Saturday, March 21, 2015

Paper Towns: Another Disappointing Cinematic Adaptation?

So I have a giant nerd crush on John Green.

He's amazing.

He writes teen books that I actually enjoy AND are popular with the general public (can't say the same for Twilight, Beautiful Creatures, Divergent, etc).  His male protagonists are so. . .normal.  They aren't the prancing, sparkling Edwards and Jacobs, but weird, awkward, flawed, delightful adolescent humans.  And let's not forget his wonderful online presence with Mental Floss and Crash Course, which I have used more times than is probably acceptable in my classroom.  But, fortunately, most of my female students also have giant nerd crushes on John Green, so it works out in my favor.

As far as his books go, it's been hit or miss.  I really didn't care for Looking for Alaska or An Abundance of Katherines.  The Fault in Our Stars was good, but I did feel a bit like a cheap violin.  No, my favorite was, by far, Paper Towns.  I love Q and his goofy obsession with his enigmatic neighbor, how he chases and chases and ultimately comes to the self-realization that he is Don Quixote and he stops tilting at windmills.  It is a coming-of-age novel that I can genuinely relate to, and one that I think is well done.  It's interesting enough to be engaging, not so far-fetched that it's not something that could have happened to some of my acquaintances in high school (certainly weirder things did happen to them).  I loved it.

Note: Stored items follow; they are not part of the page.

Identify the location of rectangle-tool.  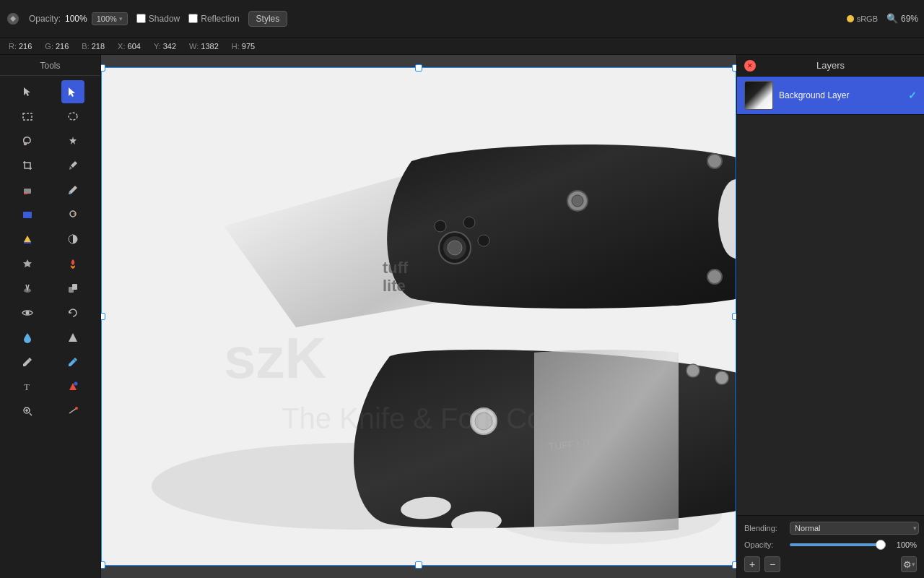
(27, 215).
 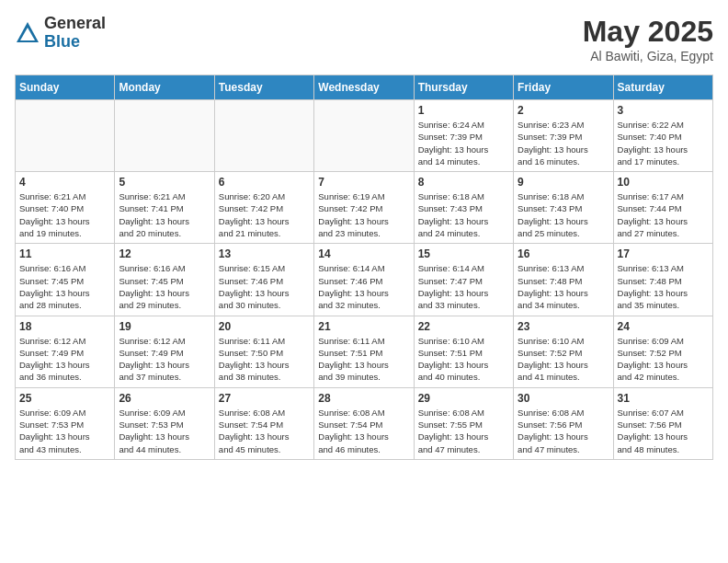 I want to click on logo-icon, so click(x=28, y=33).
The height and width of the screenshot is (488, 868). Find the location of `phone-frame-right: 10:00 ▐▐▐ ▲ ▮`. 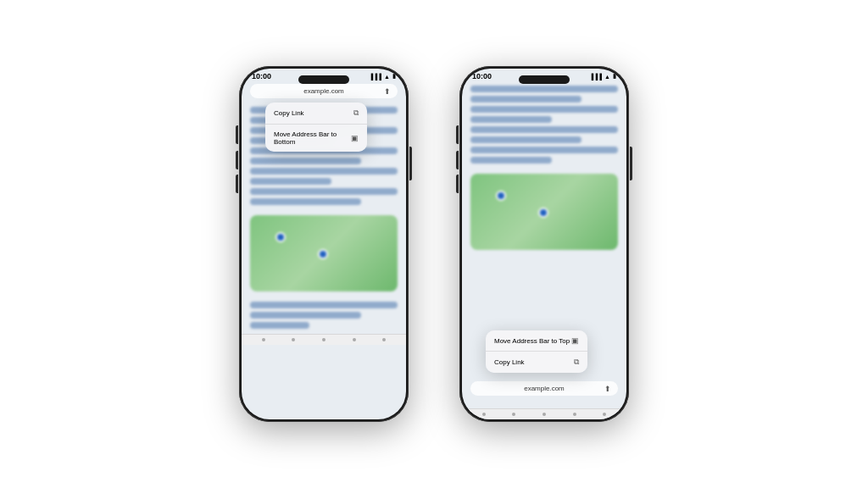

phone-frame-right: 10:00 ▐▐▐ ▲ ▮ is located at coordinates (544, 244).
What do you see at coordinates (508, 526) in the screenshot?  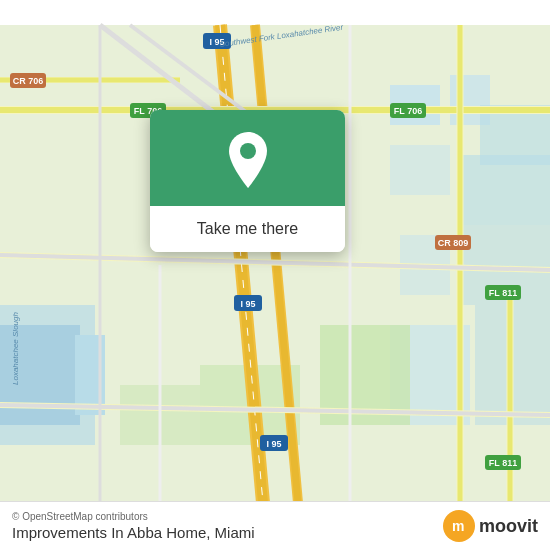 I see `moovit-text: moovit` at bounding box center [508, 526].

And now they're making a movie of it.  My first question: why not make Looking for Alaska into the next John Green adaptation?  It's certainly more dramatic and packs more of that emotional punch.  So, here is the trailer:

Paper Towns Official Trailer


And here's a very telling promotional photo.  (Also, where's Radar's gf?  And why isn't it easy to see that he's black?  And that she's black?  But that's another question for another post.)


I think this picture very accurately sums up what is wrong with this movie.  Instead of it being about Quentin's self-discovery through the vehicle of Margo, it's about Margo herself.  She's the one who gets the biggest space in the picture; she's the one who Q talks about throughout the whole trailer; she's the reason for his existence, the key to his puzzle.

And that's just the antithesis of the book, so I'm really wondering how John Green can, in fact, approve of this movie.  I have heard JG quoted as saying something along the lines of, "no no, wait until you see the whole movie before you judge," but this get me wondering on several levels.

Firstly, I don't believe you.  That ain't gonna happen, for the basic reason that it would wound the egos of about a million teenaged, ticket-paying girls who really, really want to be Margo Roth Speigelman.  Because really, who doesn't want to be mooned over?  None of us wants to be stalked or worse, but most girls secretly want someone to be in love with them from afar, mooning over them in the delicious and antique ritual of unrequited love so paramount to the teenage romance novel.  Most girls also want to be: rebellious, dangerous, mysterious, and drop-dead gorgeous.  Margo fills the same purpose that Katniss and Bella and Tris and every other heroine does: we would rather be more like them than the girl with cellulite, frizzy hair, and trigonometry homework.  She is our vessel and we would gladly pay (perhaps multiple times and over the course of several tumblrs) to pretend to be for an hour or two.  So they won't pull away from her in this movie because it would alienate the young lady audience.

Secondly, is this how we have to get people to see this movie?  By painting it as this exotic and mysterious and exciting love story where this girl is (YET AGAIN) romanticized, the main character fantasizing about her and superimposing what he thinks she is onto what she really is, never really seeing her for the person she is?  And thus, we are also saying her (and his) behavior is permissible.  It's okay to lose all interest in school and friends and normal people activities to wander around town looking for CLUES that someone probably didn't leave you anyway about their underage AWOL activities, when really you should stop making shit up and also give more information to the police.  Because what if she hadn't been leaving a trail of clever breadcrumbs to her hiding place, what if she had been brutally taken as a hostage by a pimp or a gang leader, like so many young girls who get sold into sex slavery?  

But more than that, here was a story that was about all the right things: self-realization, growing up, letting go of fantasies and seeing people for who they really are, and all that is gone in this trailer.  Instead, what is left is almost as bad a Twilight or Divergent, in the mixed-up messages about how girls and boys, men and women, should treat each other.  Instead of treating Margo Roth Speigelman like a person, she gets relegated once more to the role of simple fantasy.  And she's not there to speak up for the person she really is, so no problem, right?  Let's just let Quentin off the hook - it's just harmless fantasizing, right?  No.  And not just in the book (a super-long road trip of eighteen year olds holds many dangers).  In society.  It's okay to fantasize about people and not recognize their personhood.  It's okay to make them who you want them to be.  It's okay to silence or ignore their voice on their own state of humanness.  It's okay.  And it's only a short hop from there to: it's okay that he's following her.  It's okay that he's forcing himself on her.  It's okay that he won't take no for an answer.

No means no, even when you're telling the person that you aren't who they want you to be.